Delgado v. Mukasey, 546 F.3d 1017 (9th Cir. Oct. 8, 2008) (Congress' statutory designation of certain aggravated felonies as per se "particularly serious" crimes did not preclude the Attorney General from deciding, on a case-by-case basis, that any other crime was also "particularly serious" so as to render noncitizen ineligible for withholding of removal).
NOTE: Judge Berzon wrote a lengthy and well-reasoned dissent, in which she reasons:
First and most important, neither of the majority's two holdings concerning the "particularly serious crime" provisions of 8 U.S.C. 1158(b)(2)(B) and 1231(b)(3)(B) can be reconciled with the most basic principles of statutory interpretation. The majority concludes that the "particularly serious crime" exclusions for asylum and withholding of removal mean nearly the same thing, substantively and procedurally, even though the language, structure, purpose, and context of the two sections are all quite different. That simply cannot be. For the reasons I discuss below, the only viable construction of the "particularly serious crime" provision of 1231(b)(3)(B), the withholding version, is that only aggravated felonies can be "particularly serious crime[s]." And the only viable interpretation of the asylum "particularly serious crime" provision, 1158(b)(2)(B), is that the Attorney General can make non-aggravated felonies "particularly serious crimes" only through regulation, not on a case-by-case basis.

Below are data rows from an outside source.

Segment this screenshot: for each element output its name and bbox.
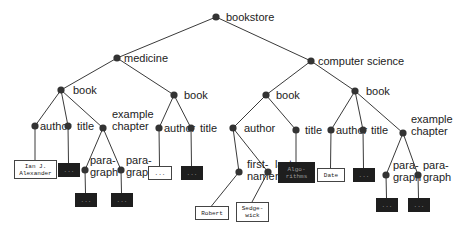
leaf-box-author1: Ian J.Alexander <box>15 161 57 179</box>
node-label-para4: para- <box>423 159 449 171</box>
leaf-box-para1: ... <box>76 194 97 207</box>
leaf-boxes: Ian J.Alexander...............RobertSedg… <box>15 161 430 222</box>
leaf-box-author2: ... <box>149 167 172 180</box>
leaf-box-first: Robert <box>196 207 229 220</box>
leaf-text: wick <box>245 212 260 219</box>
node-dot-title4 <box>359 126 366 133</box>
node-label-chap2: example <box>411 113 453 125</box>
node-dot-book1 <box>57 86 64 93</box>
node-dot-cs <box>307 57 314 64</box>
leaf-box-title4: ... <box>354 169 375 182</box>
node-dot-bookstore <box>212 13 219 20</box>
node-label-title4: title <box>371 124 388 136</box>
leaf-text: ... <box>359 172 370 179</box>
node-label-chap2: chapter <box>411 125 448 137</box>
leaf-text: Ian J. <box>25 163 47 170</box>
leaf-text: ... <box>117 197 128 204</box>
leaf-edge <box>159 128 160 166</box>
leaf-edge <box>331 130 332 168</box>
node-label-book3: book <box>276 89 300 101</box>
leaf-text: ... <box>382 202 393 209</box>
node-dot-chap2 <box>399 129 406 136</box>
leaf-text: Sedge- <box>242 205 264 212</box>
node-dot-book4 <box>351 87 358 94</box>
leaf-text: ... <box>414 202 425 209</box>
leaf-box-para4: ... <box>409 199 430 212</box>
leaf-text: ... <box>155 170 166 177</box>
leaf-box-para2: ... <box>112 194 133 207</box>
node-dot-medicine <box>113 54 120 61</box>
node-label-book1: book <box>73 84 97 96</box>
node-label-medicine: medicine <box>124 52 168 64</box>
leaf-text: ... <box>81 197 92 204</box>
leaf-text: rithms <box>286 173 308 180</box>
leaf-box-para3: ... <box>377 199 398 212</box>
leaf-text: Date <box>324 172 339 179</box>
node-dot-author4 <box>327 126 334 133</box>
node-label-title2: title <box>200 122 217 134</box>
node-label-para1: para- <box>90 154 116 166</box>
node-dot-author3 <box>229 124 236 131</box>
node-label-para3: para- <box>393 159 419 171</box>
node-label-para4: graph <box>423 171 451 183</box>
leaf-text: Robert <box>201 210 223 217</box>
leaf-box-title1: ... <box>59 164 80 177</box>
node-dot-title1 <box>64 122 71 129</box>
node-label-chap1: chapter <box>112 120 149 132</box>
node-dot-title3 <box>292 126 299 133</box>
edge-bookstore-cs <box>216 17 311 61</box>
node-label-para2: para- <box>126 154 152 166</box>
leaf-text: Algo- <box>287 166 305 173</box>
node-label-first: first- <box>247 158 269 170</box>
node-dot-book3 <box>262 91 269 98</box>
node-label-para1: graph <box>90 166 118 178</box>
leaf-box-author4: Date <box>318 169 345 182</box>
node-dot-para1 <box>81 166 88 173</box>
node-dot-last <box>264 168 271 175</box>
node-dot-chap1 <box>99 124 106 131</box>
node-label-title3: title <box>305 124 322 136</box>
leaf-box-title2: ... <box>182 167 203 180</box>
node-dot-para2 <box>117 166 124 173</box>
node-dot-para3 <box>382 171 389 178</box>
node-dot-para4 <box>414 171 421 178</box>
tree-nodes: bookstoremedicinecomputer sciencebookboo… <box>31 11 452 183</box>
node-dot-book2 <box>170 91 177 98</box>
node-label-title1: title <box>77 120 94 132</box>
node-dot-author2 <box>155 124 162 131</box>
node-label-chap1: example <box>112 108 154 120</box>
leaf-text: ... <box>187 170 198 177</box>
leaf-text: Alexander <box>19 170 52 177</box>
leaf-box-title3: Algo-rithms <box>279 163 315 183</box>
leaf-text: ... <box>64 167 75 174</box>
node-label-cs: computer science <box>318 55 404 67</box>
tree-edges <box>35 17 418 175</box>
node-dot-author1 <box>31 122 38 129</box>
node-dot-title2 <box>187 124 194 131</box>
node-label-bookstore: bookstore <box>226 11 274 23</box>
node-label-book2: book <box>184 89 208 101</box>
node-label-book4: book <box>366 85 390 97</box>
node-dot-first <box>235 168 242 175</box>
node-label-author3: author <box>244 122 276 134</box>
leaf-edge <box>212 172 240 206</box>
xml-tree-diagram: bookstoremedicinecomputer sciencebookboo… <box>0 0 457 234</box>
leaf-box-last: Sedge-wick <box>237 203 269 222</box>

Second, as to the jurisdictional issues, the majority's conclusion that 8 U.S.C. 1252(a)(2)(B)(ii) withdraws our jurisdiction to review the Board of Immigration Appeals' ("BIA's") asylum decision is directly in conflict with Morales v. Gonzales, 478 F.3d 972 (9th Cir.2007). Morales held that asylum issues generally are reviewable, even when committed to the Attorney General's discretion, because of an express statutory provision pertaining only to asylum decisions. The majority holds the opposite. Moreover, the majority does not recognize that some of the specific claims Delgado seeks to raise regarding the determination that his convictions constitute a "particularly serious crime" are, substantively and procedurally, "legal questions related to th[is] determination," Id. at 980. Because they are, we have jurisdiction to decide them even with regard to withholding of removal. Id.
Third, the majority properly relies on Matsuk v. INS, 247 F.3d 999 (9th Cir.2001), to hold that the BIA's determination that a crime is "particularly serious" for withholding purposes is discretionary and so not reviewable. But Matsuk rests on faulty premises, recently rejected by the Second and Third Circuits in convincing opinions. In my view, Matsuk should be reconsidered by this Court sitting en banc.
These issues may therefore be reconsidered en banc by the Ninth Circuit.